The land has great tourism potential due to its hot springs and abundant wildlife, including one of Africa’s largest populations of flamingos.

However, Kenya’s Attorney-General Prof Githu Muigai, told The EastAfrican that the government had formed a taskforce to look into the modalities of compensation in line with the 2010 Constitution, because the judgment was made before the country got a new Constitution.

While the Centre for Minority Rights Development (Cemiride) challenged the evictions in Kenyan courts in 1998, it lost the case. Thus various human rights organisations see the African Commission’s ruling as a major victory for indigenous peoples across the continent.
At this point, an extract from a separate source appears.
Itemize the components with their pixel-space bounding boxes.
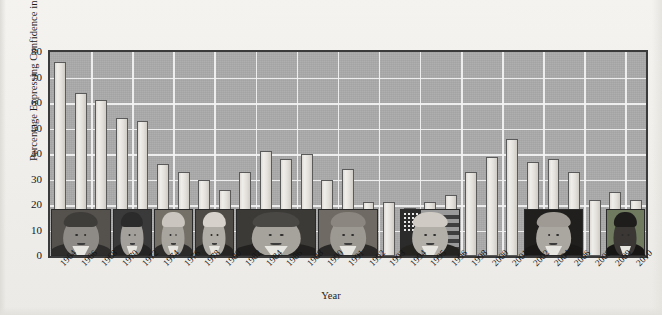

Another victory for such groups was experienced in 2006 when the court, in a landmark ruling, ordered the Botswana government to return to the Bushmen of Central Kalahari Game Reserve their ancestral land after they had been forcibly evicted. In the early 1980s, diamonds were discovered in the reserve, and soon after, the government ordered that the indigenous hunter-gatherer Bushmen be evicted from the land.

The evictions took place in 1997, 2002 and 2005, with government security agencies dismantling the Bushmen’s homes, schools and health centres.

In the Ogiek case, Lucy Claridge — representing MRG — argues that the community is concerned that as a direct result of the repeated and arbitrary forcible evictions, as well as the routine discrimination they have suffered, their livelihoods are threatened while their cultural life and hunter-gatherer activities are being destroyed.

Ms Claridge argues that due to logging, the respondent government recently entered into an extensive reforestation and restoration project via its agencies — the Kenya Forestry Service and the Ministry of Finance — within the Mau Forest, without consulting the Ogiek.

The project has been developed under the Clean Development Mechanism established by the Kyoto Protocol to cut emissions, for which the government is likely to be receiving international investments in return for carbon credits. The project will include commercial plantation, which will involve other people being given rights over the Ogiek land.

Ms Claridge argues that the project, which will involve the planting of mainly non-indigenous trees such as cypress and eucalyptus, will not maintain Mau’s ecosystem nor will it support the Ogiek’s traditional way of life, since the trees do not produce flowers for nectar necessary for honey production.

“The Kenyan government was made aware of the Ogiek’s presence and rights over the land in the Mau Forest, yet the Ogiek were not consulted about this project. International law requires the effective participation of the Ogiek, in conformity with their customs and traditions, regarding any development, investment, exploration or extraction plan within their ancestral territory. It also requires a guarantee from the state that the Ogiek will receive reasonable benefits from any such plan within their territory,” she said.